For this new requirement, see the following regex:
/^(?:(?!--)(?:(happyness)|(money)|(health)|.))+(?(1)(?(2)(?(3).*(*ACCEPT))))(*F)$/m
I have a file with a bunch of different ZIP codes:
12345
12345-6789
1234567890
12345:6789
12345-7890
12:1234678
I want to only match on codes that have the format 12345 or 12345-6789, but ignore all other forms.
I have my regex as:
grep -E '\<[0-9]{5}\>[^[:punct:]]|\<[0-9]{5}\>-[0-9]{4}' samplefile
It matches on the 12345-6789 because the "or" clause matches on that particular one. I am confused as to why it won't match on the first 12345 since my expression should say "match on 5 numbers but ignore any punctuation."
An expression that matches your desired output is:
egrep "^[0-9]{5}([-][0-9]{4})?$" samplefile
The expression breakdown:
^[0-9]{5} - Find a line that starts with 5 digits. ^ means start of line and [0-9]{5} means exactly five digits between zero and nine.

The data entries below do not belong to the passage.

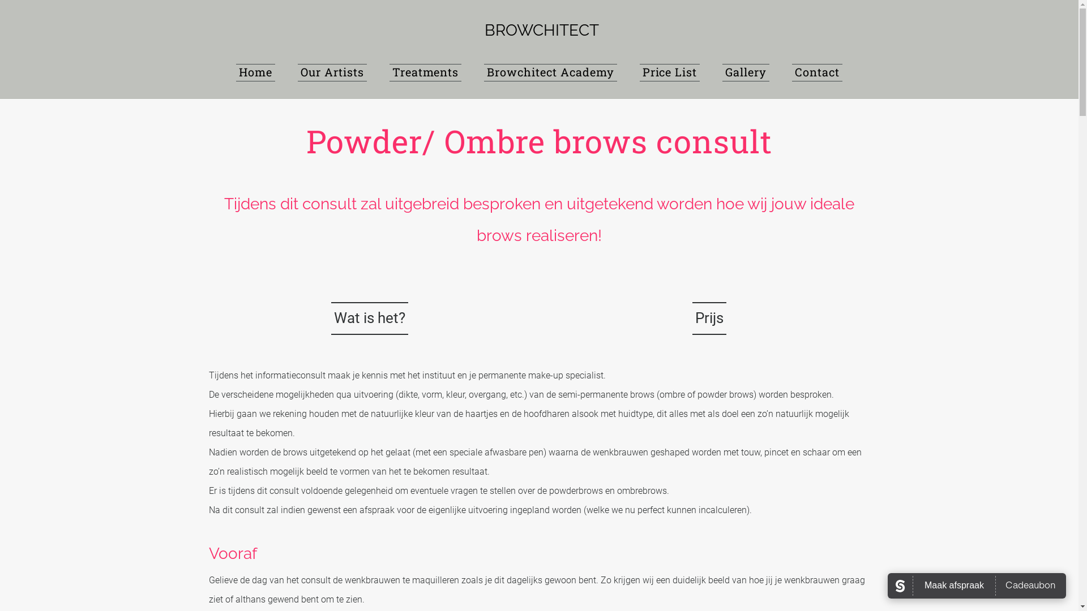 The height and width of the screenshot is (611, 1087). What do you see at coordinates (550, 72) in the screenshot?
I see `Browchitect Academy` at bounding box center [550, 72].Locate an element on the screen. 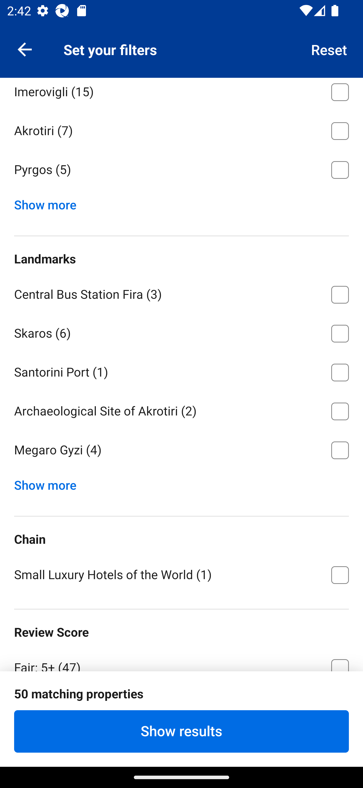 The height and width of the screenshot is (788, 363). Reset is located at coordinates (330, 49).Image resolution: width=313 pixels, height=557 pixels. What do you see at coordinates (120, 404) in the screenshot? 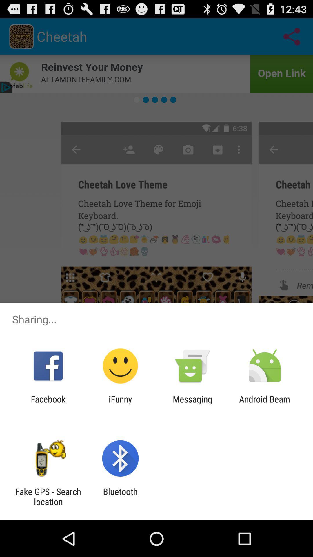
I see `tap the ifunny item` at bounding box center [120, 404].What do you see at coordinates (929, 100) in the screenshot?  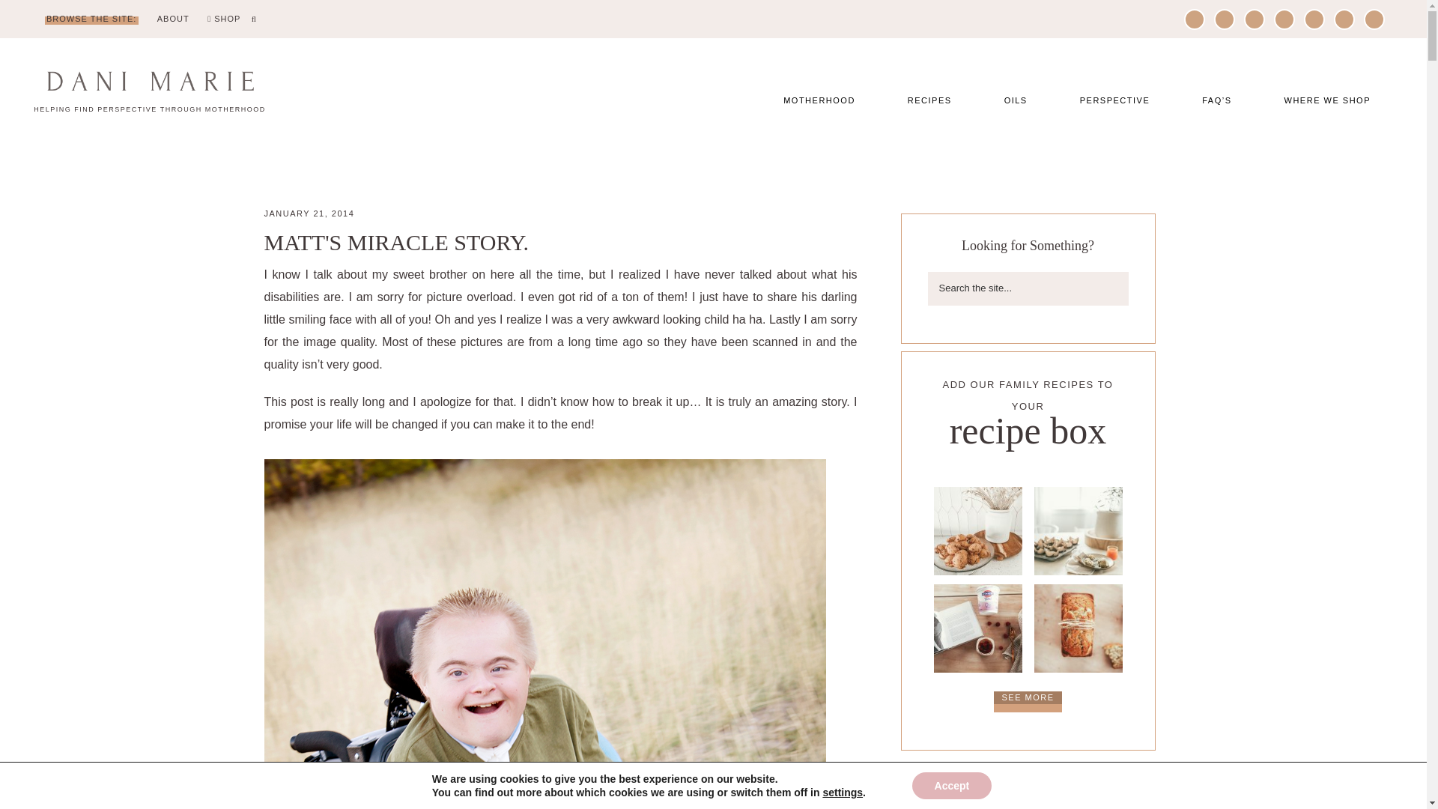 I see `RECIPES` at bounding box center [929, 100].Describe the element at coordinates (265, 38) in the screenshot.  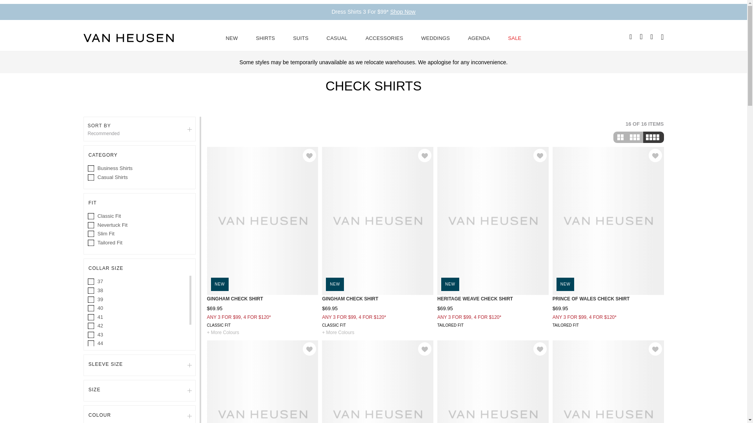
I see `SHIRTS` at that location.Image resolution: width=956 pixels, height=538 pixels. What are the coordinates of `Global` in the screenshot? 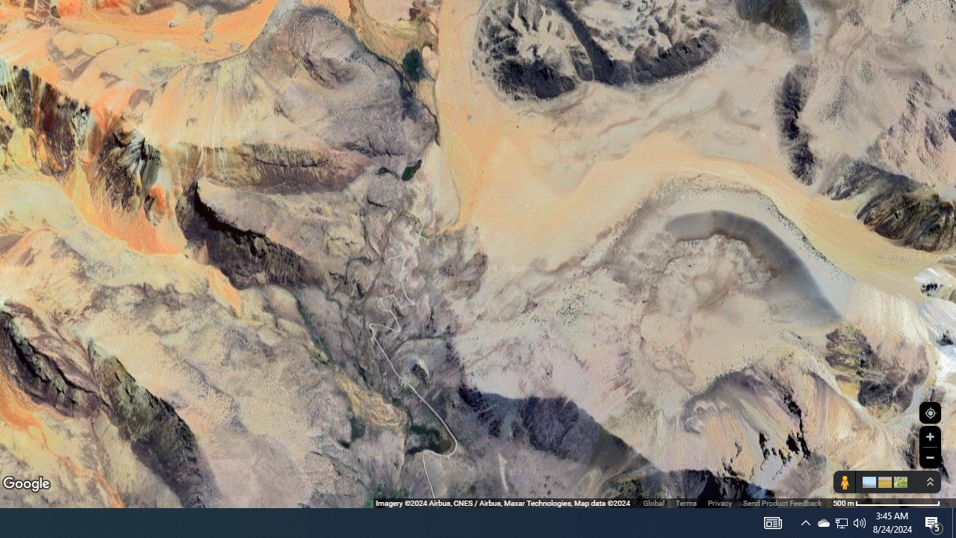 It's located at (654, 502).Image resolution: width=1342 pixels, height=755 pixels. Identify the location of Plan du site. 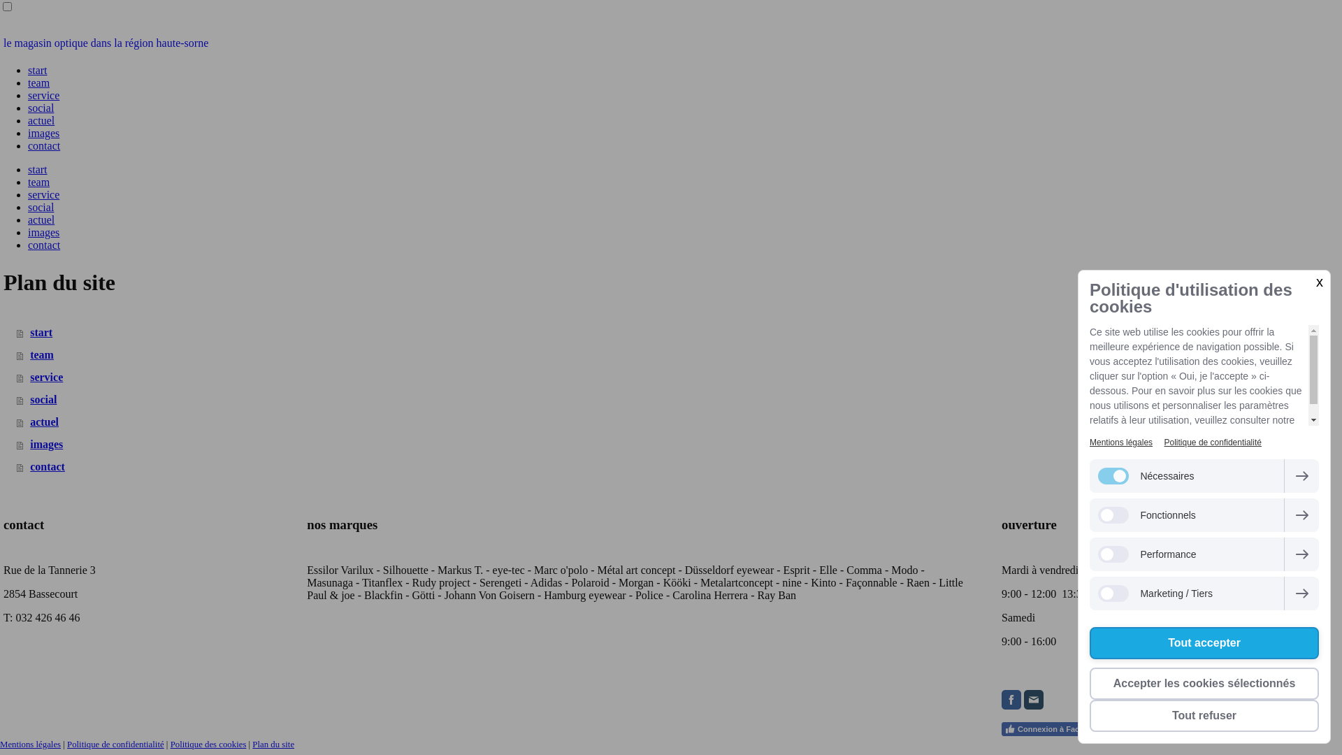
(273, 744).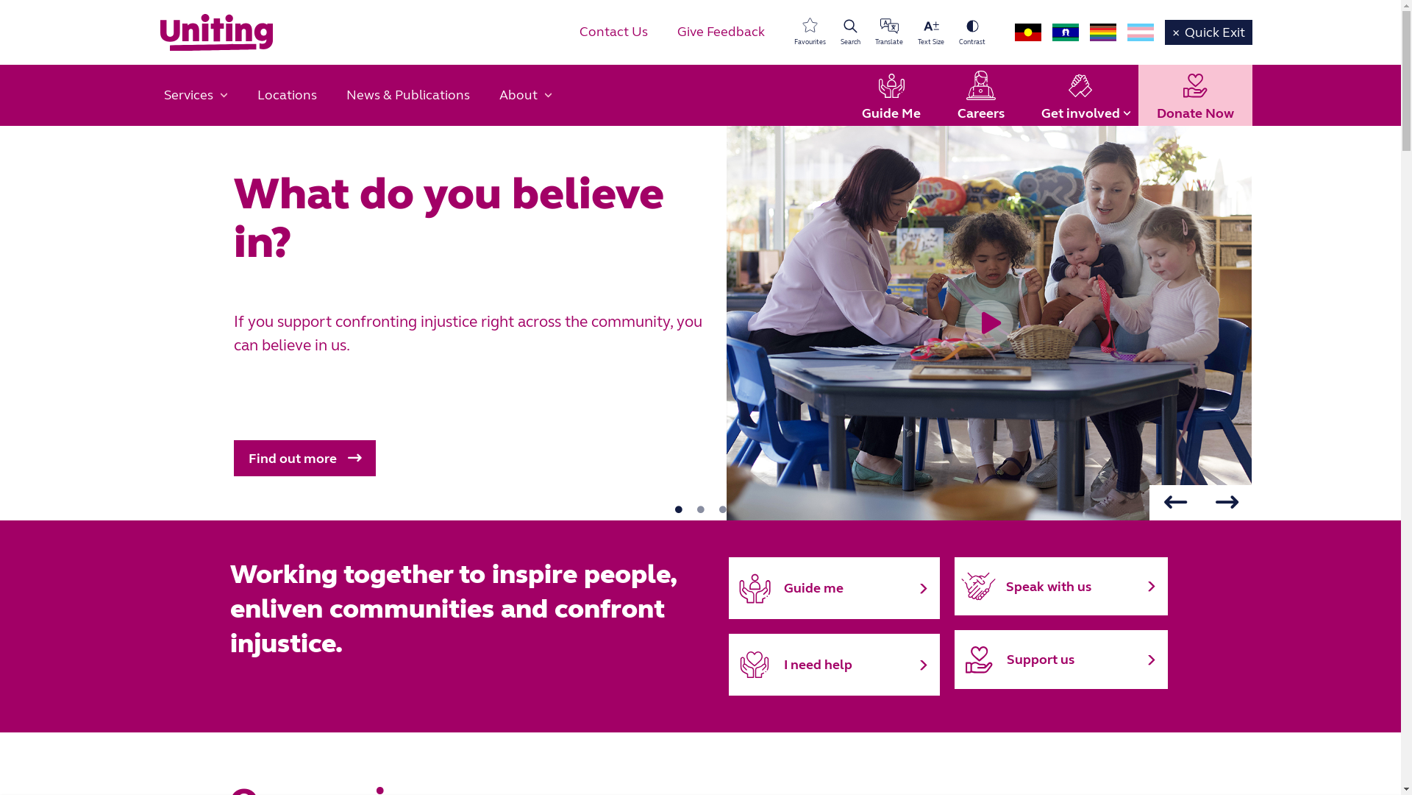  I want to click on About, so click(525, 96).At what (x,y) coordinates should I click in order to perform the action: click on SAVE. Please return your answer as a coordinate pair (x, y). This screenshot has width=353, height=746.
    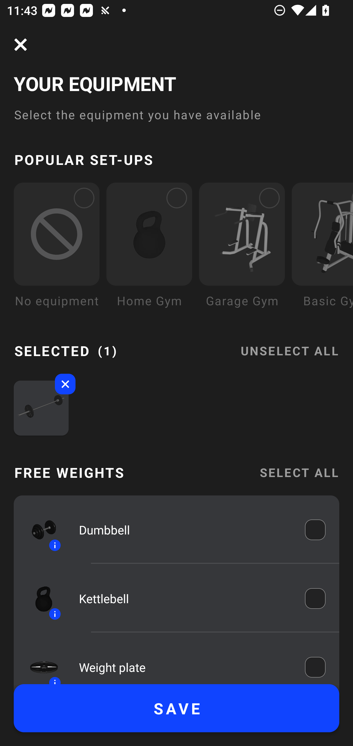
    Looking at the image, I should click on (177, 709).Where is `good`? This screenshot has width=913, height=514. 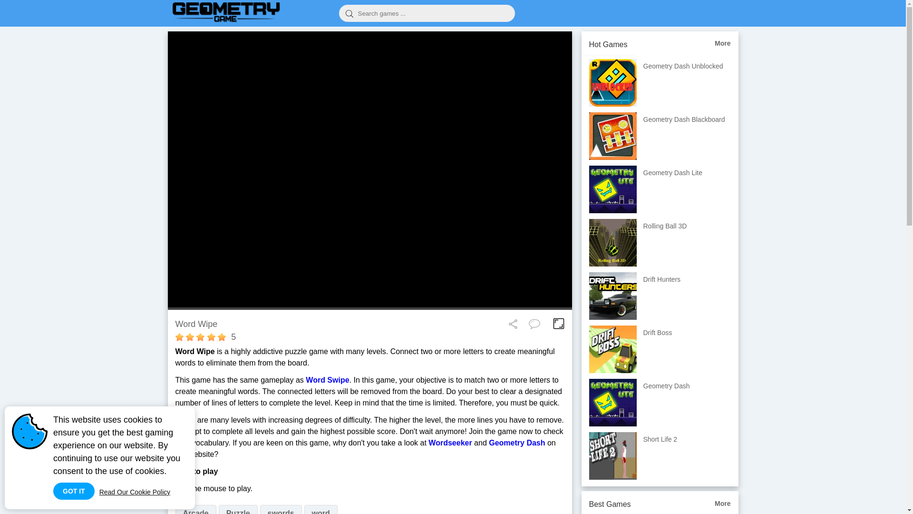 good is located at coordinates (211, 337).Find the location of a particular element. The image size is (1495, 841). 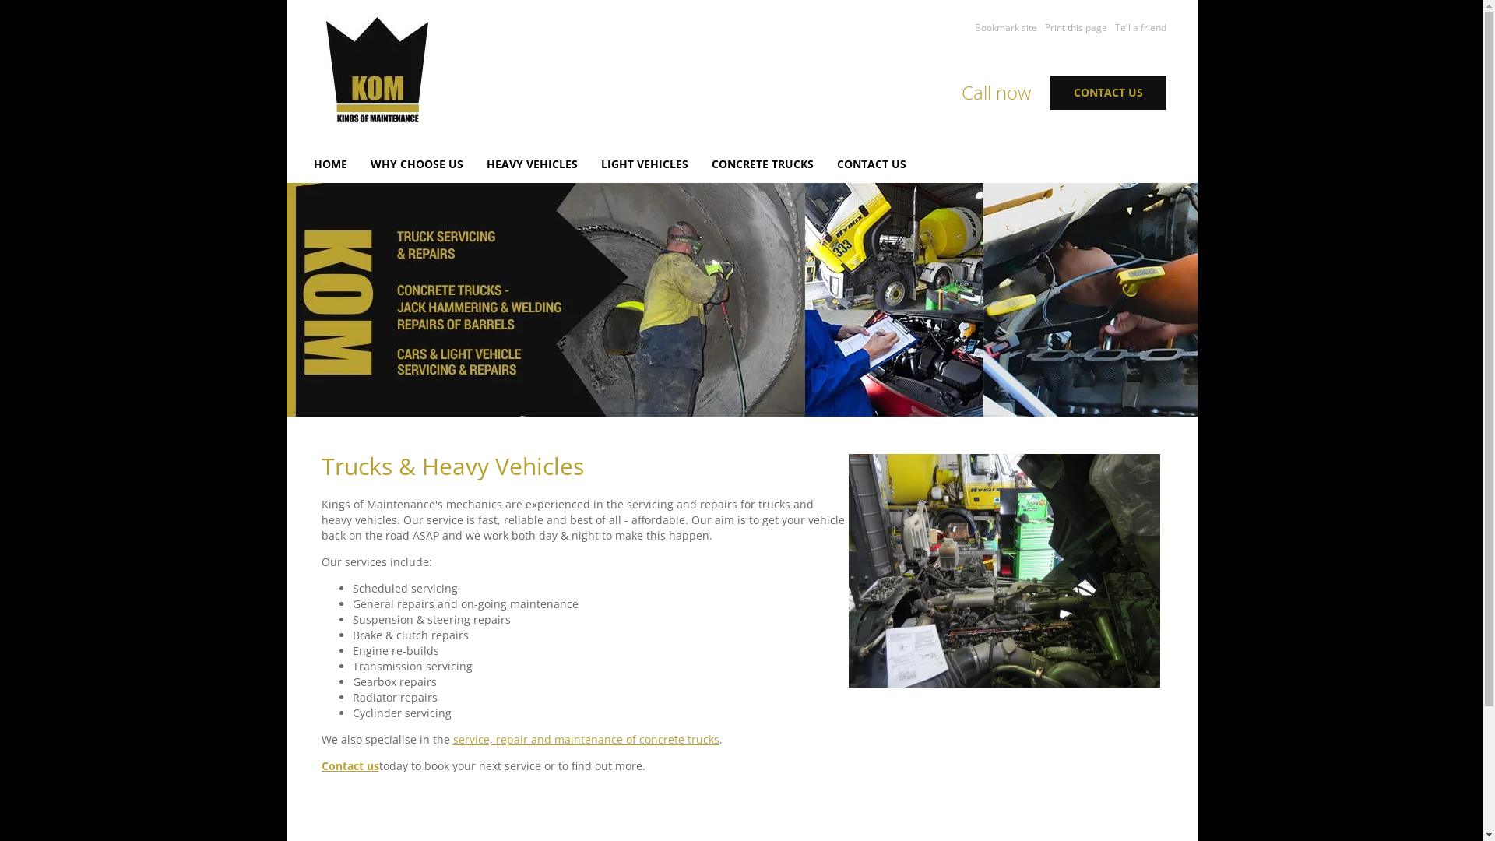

([-][0-9]{4})?$ - May end with a dash and four digits or nothing at all. () groups the expressions together, [-] represents the dash character, [0-9]{4} represents exactly four digits between zero and nine, ? indicates the grouped expression either exists entirely or does not exist and $ marks the end of the line.
test.dat
12345
12345-6789
1234567890
12345:6789
12345-7890
12:1234678
Running the expression on the test data:
mike#test:~$ egrep "^[0-9]{5}([-][0-9]{4})?$" test.dat
12345
12345-6789
12345-7890
Additional info: grep -E can alternatively be written as egrep. This also works for grep -F which is the same as fgrep and grep -r which is the same as rgrep.
It won't match "12345" but will match "12345a". The first clause needs to end in a non-punctuation character, the way you wrote it.
Consider Mike's answer; it's clearer.